Most spider bites look like a small red bump with mild swelling, similar to a mosquito bite or bee sting. Two tiny puncture marks from the spider’s fangs are rarely visible, despite what many people expect. What matters most is how the bite changes over the first few hours and days, because that’s what separates a harmless bite from one that needs medical attention.
What a Typical Spider Bite Looks Like
The vast majority of spider bites come from species whose venom isn’t dangerous to humans. A bite from a common house spider, wolf spider, or jumping spider typically produces a red bump at the site, sometimes with mild swelling around it. A wolf spider may leave visible fang marks in the skin, but most spiders don’t puncture deep enough to leave obvious holes. The area might itch or sting for a few hours.
These minor bites generally clear up on their own within a few days. They fade from red to pink, may form a small scab, and disappear without treatment. If a bite stays small, doesn’t spread, and gradually improves, it’s almost certainly nothing to worry about.
Brown Recluse Bites and the Bullseye Pattern
Brown recluse bites are the ones most people are worried about, and they have a distinctive look that develops over time. The initial bite is often painless. Within two to eight hours, the area starts to itch, hurt, and turn red. A red or purple ring develops around the bite, creating a target or bullseye appearance.
The classic pattern is called the “red, white, and blue sign.” The center of the bite turns blue or purple from tissue damage. A pale white ring of reduced blood flow surrounds it. A wider red ring of inflammation forms the outer border. This layered appearance is the hallmark of a brown recluse bite and distinguishes it from most other insect bites or skin infections.
Only about 10 percent of brown recluse bites progress to significant tissue death. When they do, the timeline follows a fairly predictable pattern. Over the first week, the discoloration spreads, sometimes with gravity pulling it downward from the bite site. By three weeks, most bites have healed. More severe cases develop a thick black scab over the wound as dead tissue dries out. The full healing process for a necrotic bite can take weeks to months.
Black Widow Bites
Black widow bites are surprisingly unremarkable to look at. The bite itself often produces only minor redness and pain at the puncture site. Sometimes a pale circular area appears surrounded by a ring of redness, but there’s no dramatic wound or visible tissue damage. The danger from a black widow is systemic, not local. Within an hour, you may develop muscle cramping, nausea, sweating, and high blood pressure. The bite site itself stays small.
How a Bite Changes in the First 48 Hours
Tracking how a bite evolves is more useful than trying to identify the spider. Here’s what different timelines suggest:
A harmless bite stays roughly the same size or slowly shrinks. The redness fades, the swelling goes down, and any itching decreases over a day or two.
A more concerning bite grows. With a hobo spider, for example, the site turns red within an hour, becomes hardened and swollen by eight hours, and may discharge fluid and darken within 24 to 26 hours. Brown recluse bites follow a similar escalating pattern, with the bullseye discoloration appearing within hours and spreading over days.
The key visual warning signs are a bite that’s getting larger rather than smaller, deepening discoloration (especially blue or purple tones at the center), and any fluid draining from the wound. A bite that develops red streaks extending outward from the site is a sign of spreading infection and needs immediate medical attention.
Spider Bites vs. Skin Infections
Here’s something most people don’t realize: many “spider bites” aren’t spider bites at all. MRSA, a type of staph infection, is one of the most common conditions mistaken for a spider bite. Both can look like a red, swollen, painful bump. Johns Hopkins Medicine notes that a MRSA infection can look nearly identical to a spider bite.
A few differences can help. A genuine spider bite usually starts with a single bump that you notice shortly after feeling a pinch or sting. A MRSA infection tends to develop a pus-filled center, feels warm to the touch, and may appear without any memory of being bitten. If you didn’t see a spider on you and a red bump is growing, getting more painful, or developing a white or yellow head, it’s more likely an infection than a bite.
Signs a Bite Needs Medical Attention
Most spider bites heal without any treatment. The bites that need attention share a few visual features:
- Expanding redness: the red area around the bite is visibly growing over hours
- Red streaks: lines of redness extending away from the bite, which suggest the infection is spreading through your lymphatic system
- Color changes: blue, purple, or black discoloration at the center of the bite
- Discharge: cloudy or foul-smelling fluid draining from the wound
- Bullseye pattern: concentric rings of color developing around the bite
If the wound continues growing after a few days and pain is increasing rather than decreasing, that’s a sign the bite may be infected or that venom is causing ongoing tissue damage. A bite that’s healing normally forms a dry scab and gradually shrinks. One that’s worsening stays open, wet, and painful.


## What needs to be done
Pull each line with the string "translocation" from the entries.

## Records shown
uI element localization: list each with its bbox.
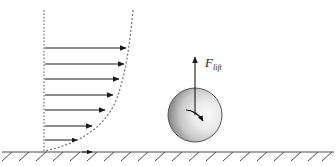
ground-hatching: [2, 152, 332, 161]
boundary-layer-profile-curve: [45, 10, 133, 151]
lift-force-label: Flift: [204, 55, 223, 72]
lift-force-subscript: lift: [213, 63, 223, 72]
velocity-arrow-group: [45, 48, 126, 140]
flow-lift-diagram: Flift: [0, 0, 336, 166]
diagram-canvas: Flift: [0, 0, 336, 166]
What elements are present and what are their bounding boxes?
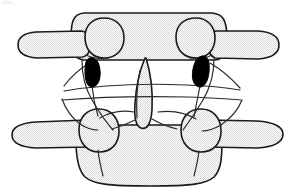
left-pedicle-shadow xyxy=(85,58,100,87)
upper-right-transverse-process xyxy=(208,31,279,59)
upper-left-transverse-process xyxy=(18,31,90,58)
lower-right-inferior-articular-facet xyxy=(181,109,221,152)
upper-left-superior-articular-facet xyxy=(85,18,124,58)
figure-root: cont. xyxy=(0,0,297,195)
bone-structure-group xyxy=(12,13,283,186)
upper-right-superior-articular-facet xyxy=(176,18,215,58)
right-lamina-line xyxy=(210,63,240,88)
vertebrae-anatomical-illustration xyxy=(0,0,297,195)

==

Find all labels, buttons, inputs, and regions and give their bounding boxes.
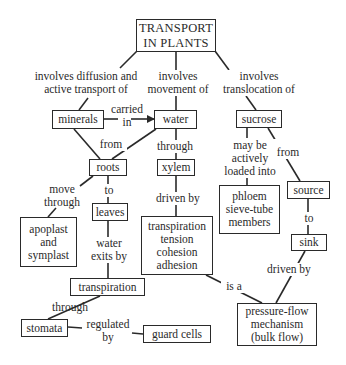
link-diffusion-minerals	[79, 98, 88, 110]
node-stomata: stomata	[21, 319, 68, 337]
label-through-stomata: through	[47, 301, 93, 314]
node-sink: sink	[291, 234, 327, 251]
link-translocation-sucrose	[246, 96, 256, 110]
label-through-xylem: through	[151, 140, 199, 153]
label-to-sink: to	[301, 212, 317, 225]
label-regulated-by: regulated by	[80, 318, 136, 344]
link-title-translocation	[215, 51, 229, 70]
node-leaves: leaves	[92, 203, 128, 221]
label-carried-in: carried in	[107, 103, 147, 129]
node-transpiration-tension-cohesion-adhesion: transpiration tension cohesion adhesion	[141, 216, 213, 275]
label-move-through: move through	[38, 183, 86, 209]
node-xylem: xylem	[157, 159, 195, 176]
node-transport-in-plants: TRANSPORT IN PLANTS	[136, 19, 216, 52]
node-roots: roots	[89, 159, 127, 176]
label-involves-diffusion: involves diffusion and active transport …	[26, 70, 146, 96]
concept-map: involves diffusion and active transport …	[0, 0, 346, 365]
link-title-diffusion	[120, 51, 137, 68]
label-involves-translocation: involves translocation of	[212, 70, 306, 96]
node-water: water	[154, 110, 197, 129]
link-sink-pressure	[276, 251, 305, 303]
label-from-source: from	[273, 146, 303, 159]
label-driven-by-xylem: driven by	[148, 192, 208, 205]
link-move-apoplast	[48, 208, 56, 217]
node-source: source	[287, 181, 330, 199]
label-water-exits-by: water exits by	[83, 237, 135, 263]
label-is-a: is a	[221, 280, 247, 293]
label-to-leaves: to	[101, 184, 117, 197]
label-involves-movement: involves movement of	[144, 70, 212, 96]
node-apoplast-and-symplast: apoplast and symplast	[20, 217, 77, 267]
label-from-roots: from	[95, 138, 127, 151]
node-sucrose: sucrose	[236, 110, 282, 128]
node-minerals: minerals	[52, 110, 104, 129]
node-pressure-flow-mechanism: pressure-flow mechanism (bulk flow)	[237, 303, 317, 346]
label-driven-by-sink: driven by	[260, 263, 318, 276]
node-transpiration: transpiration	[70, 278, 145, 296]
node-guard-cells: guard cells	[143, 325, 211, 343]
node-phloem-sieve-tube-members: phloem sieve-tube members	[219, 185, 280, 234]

## Written answer
link-translocation-sucrose	[246, 96, 256, 110]
link-title-translocation	[215, 51, 229, 70]
label-involves-translocation: involves translocation of	[212, 70, 306, 96]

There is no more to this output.